We aren’t going to insult your intelligence by claiming that anyone thinks True Blood is a brilliant show. Just because it’s on HBO doesn’t mean it’s anything more than pulpy fun. (Not that there’s anything wrong with pulpy fun.) But that series’ creator, Alan Ball, did famously give us one of the network’s first great dramas. Six Feet Under, like many soap operas, is the story of one big family and all the trouble it gets itself into. There are sudden deaths (at least one per episode, actually), scandalous affairs, intra-clan spats, and enough romantic drama to power a small-town gossip mill for months. It’s the kind of show that you start watching on Netflix or HBO On Demand and become instantly addicted, emerging dazed and teary several days later after watching all six seasons.

Buffy the Vampire Slayer

Joss Whedon’s career-defining TV series was the Passions of quality television — the odd, supernatural stepsister of more realistic fare (although, when it comes to daytime soaps especially, “realistic” is a hugely relative term). In fact, it took so long to rescue Buffy from the teen drama ghetto that we hesitate to consign it to yet another maligned genre. But the whole point of the show was to exaggerate teenage emotions to superhuman proportions, in season- and even series-long storylines that found Buffy Summers and her friends ramping up to fight a new and more powerful enemy every year, while also navigating family crises and romantic relationships. As for cliffhangers, well, remember how many times we thought Buffy was dead? And how many times she actually did die?

Mad Men

No less respectable a source than The New York Review of Books has published an essay dismissing Mad Men as a soap opera. “[T]he show is melodramatic rather than dramatic,” writes Daniel Mendelsohn. “By this I mean that it proceeds, for the most part, like a soap opera, serially (and often unbelievably) generating, and then resolving, successive personal crises (adulteries, abortions, premarital pregnancies, interracial affairs, alcoholism and drug addiction, etc.), rather than exploring, by means of believable conflicts between personality and situation, the contemporary social and cultural phenomena it regards with such fascination: sexism, misogyny, social hypocrisy, racism, the counterculture, and so forth.” It says something that the piece ran nearly a year and a half ago, before the season that ended Sunday, which was by far the most melodramatic one to date.

The Walking Dead

You don’t see much zombie target practice on most soap operas — although we certainly wouldn’t be surprised to hear that it’s happened on your grandma’s favorite lunchtime show — but if they don’t prevent Game of Thrones from reminding us of Dynasty, then they can’t save The Walking Dead, either.
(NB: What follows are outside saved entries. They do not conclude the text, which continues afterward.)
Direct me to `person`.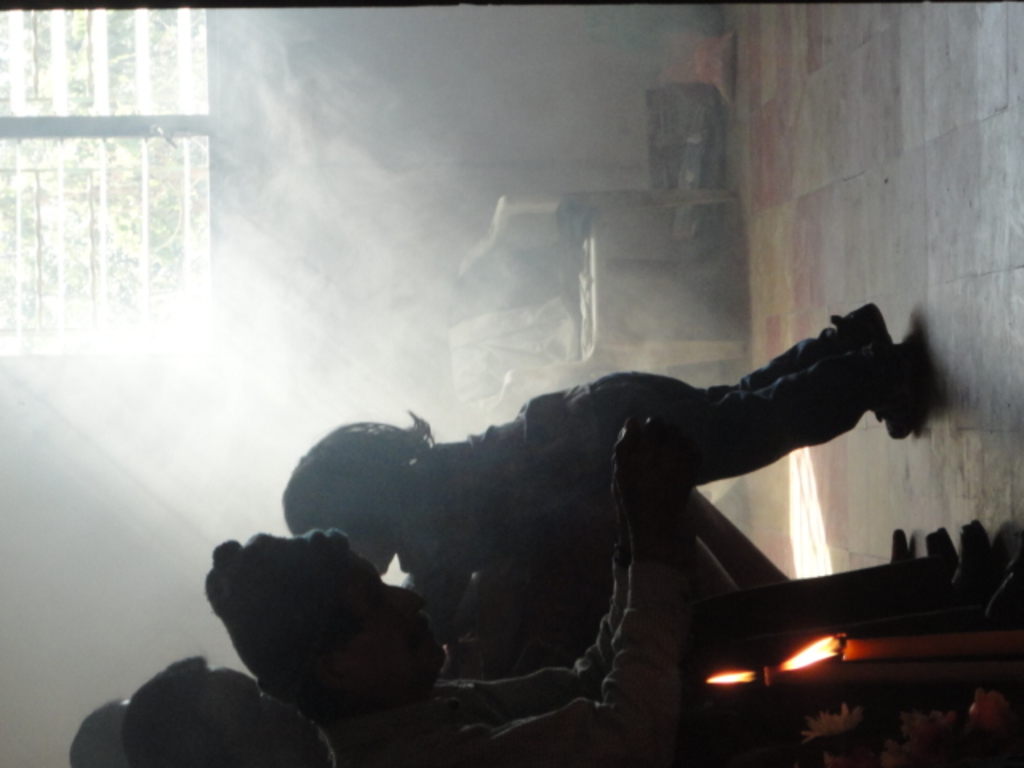
Direction: box=[277, 291, 922, 590].
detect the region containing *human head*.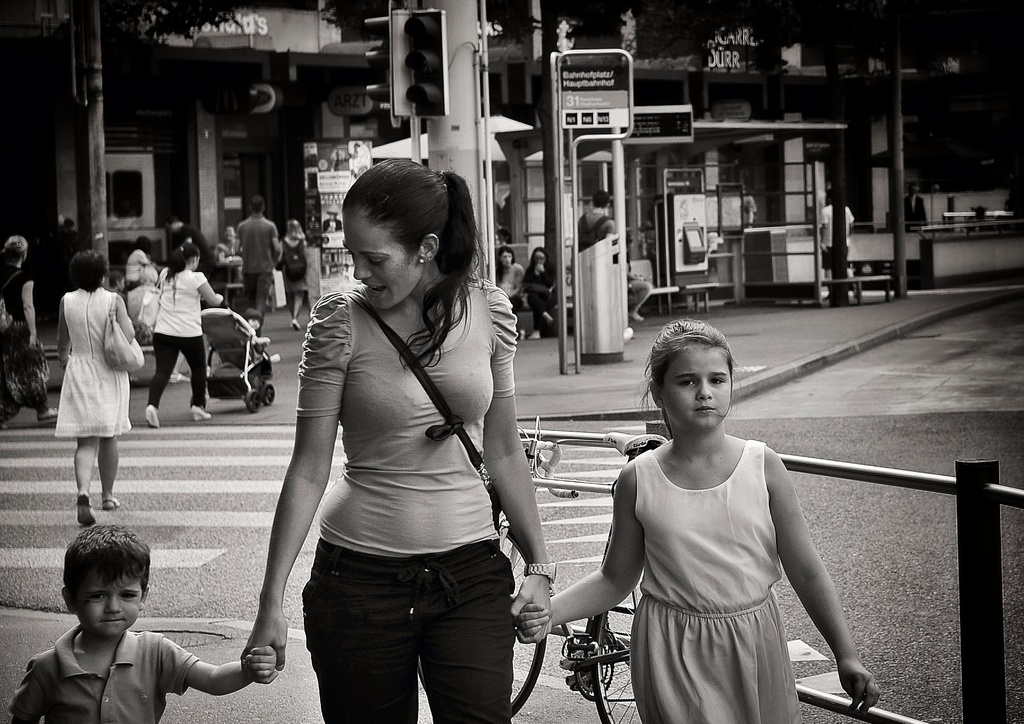
{"x1": 249, "y1": 198, "x2": 268, "y2": 218}.
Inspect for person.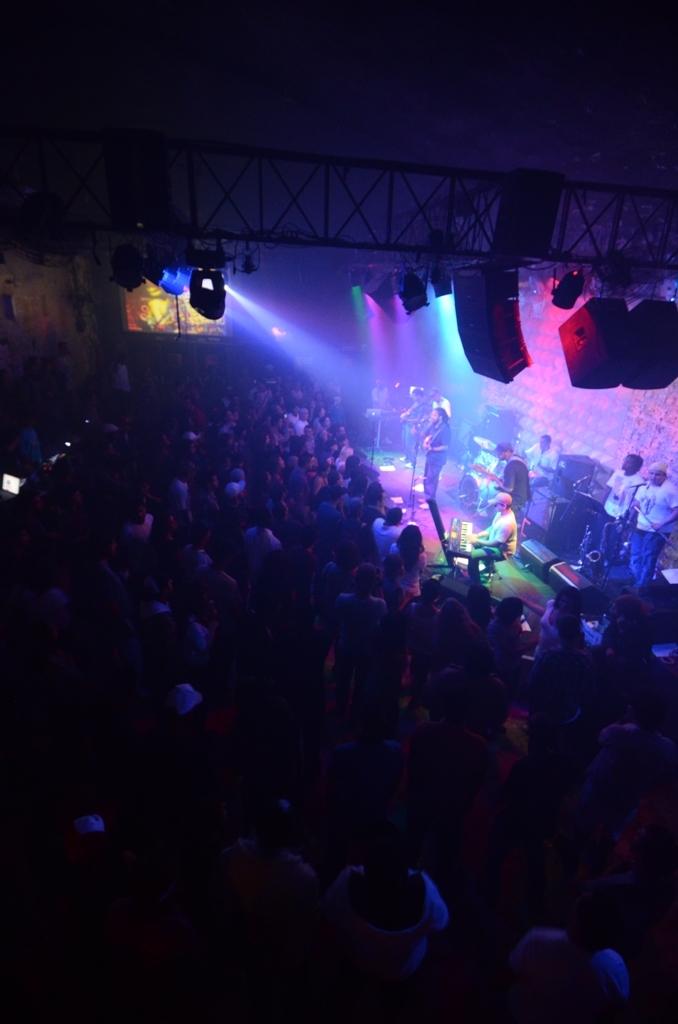
Inspection: locate(601, 457, 638, 553).
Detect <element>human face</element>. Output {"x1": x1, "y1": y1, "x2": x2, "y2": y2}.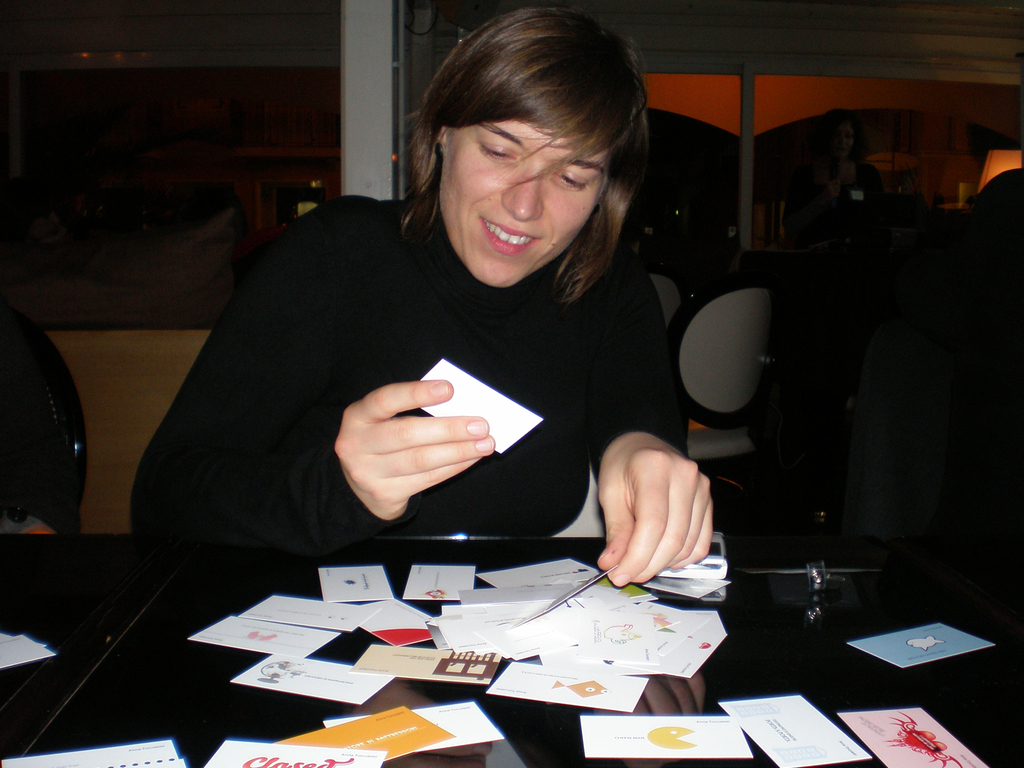
{"x1": 444, "y1": 116, "x2": 604, "y2": 288}.
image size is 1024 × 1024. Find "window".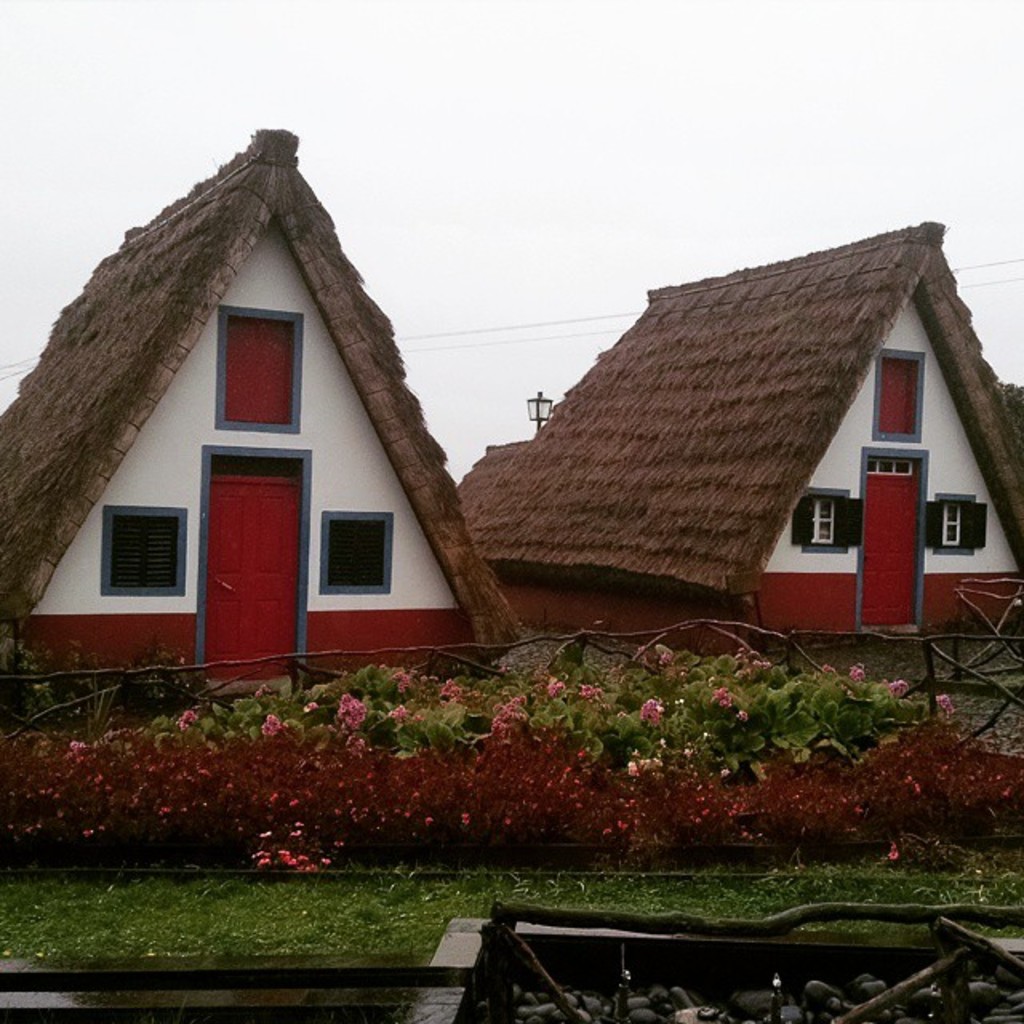
bbox=(795, 490, 848, 555).
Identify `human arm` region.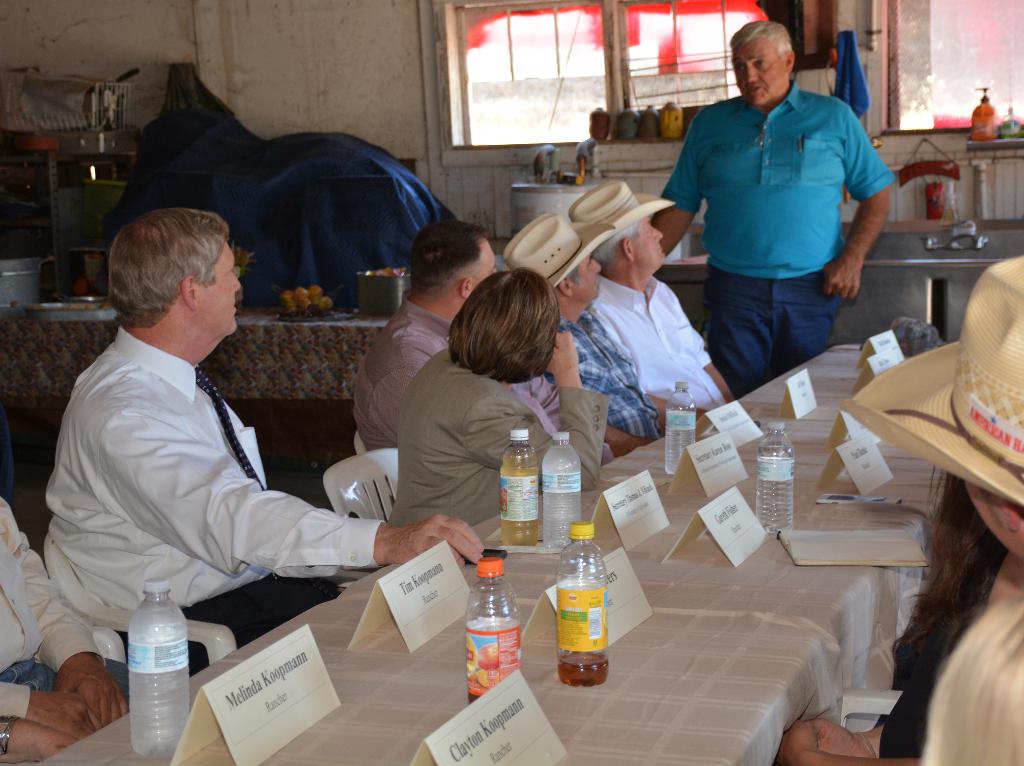
Region: detection(456, 334, 601, 488).
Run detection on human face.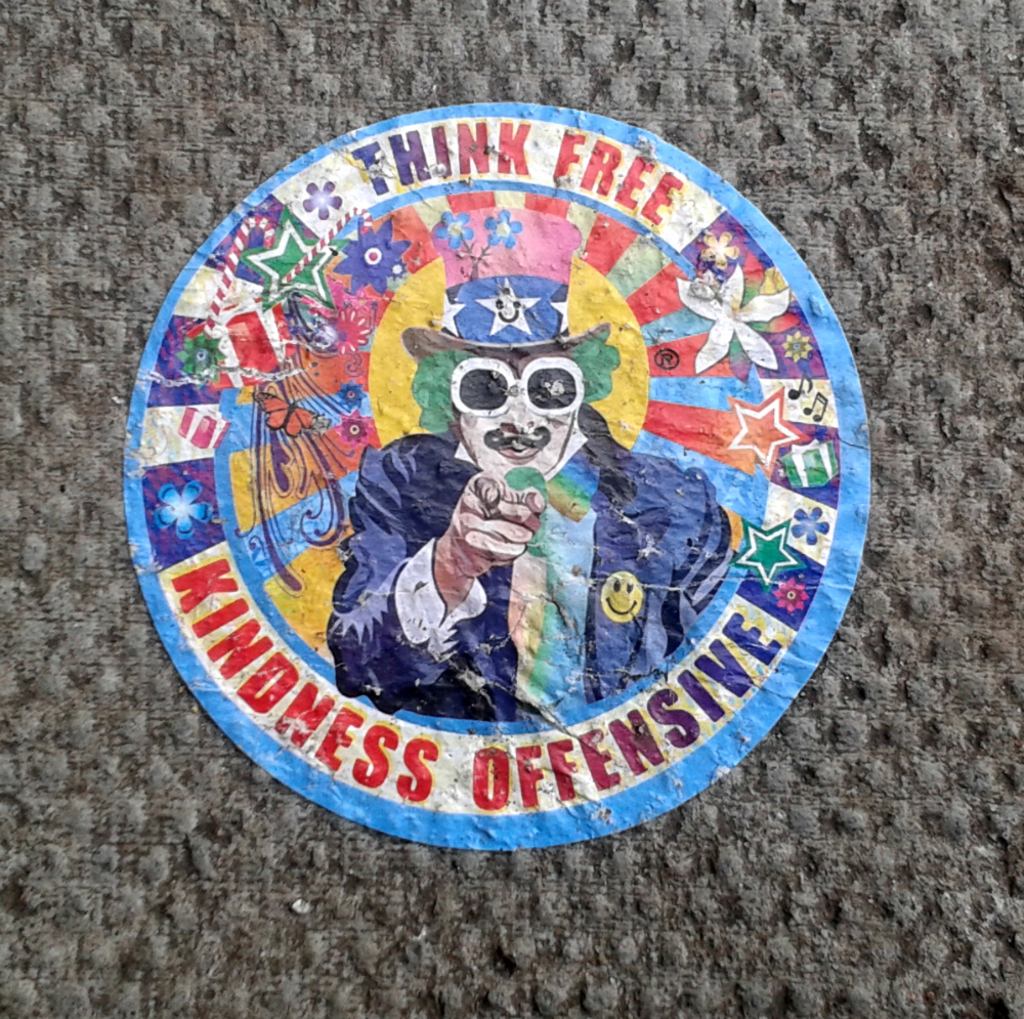
Result: region(458, 345, 580, 484).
Based on the comic book of the same name, this AMC series isn’t just about a group of people trying to survive in a dangerous, post-apocalyptic world; until Rick killed Shane at the end of Season 2, it was also a love triangle of the most sordid and scandalous variety.

Lost

The season finale of Lost left us with many questions, but we won’t spend much time puzzling over whether J.J. Abrams’ plane-crash allegory was a soap opera, because it totally was. They may have been stranded on an island, and the show may have delved into philosophy, theology, and quantum mechanics, but it was still a melodramatic serial drama with a cast of predominantly hot, predominantly young actors who spent much of their time plotting and trying to hook up with each other. There was the long, tortured evolution of Jin and Sun’s relationship; the shadowy, all-powerful rich villain, Charles Widmore; Claire’s surprising descent into psychosis; and, of course, that endless and tiresome Jack-Kate-Sawyer love triangle.

The Sopranos

In an article on men who enjoy Downton Abbey earlier this year, the Philadelphia Inquirer quoted one gentleman who observed, “If you like The Sopranos, you like soap operas, too. You just like yours with guns and cursing.” We couldn’t really say it better ourselves, but it does make sense to point out that one reason so many highbrow TV shows happen to follow soap opera’s serial, ensemble-cast (melo)drama format is that The Sopranos basically reinvented quality television in the 21st century. Many of these shows take inspiration from it, and a few were even created by people who were involved in The Sopranos.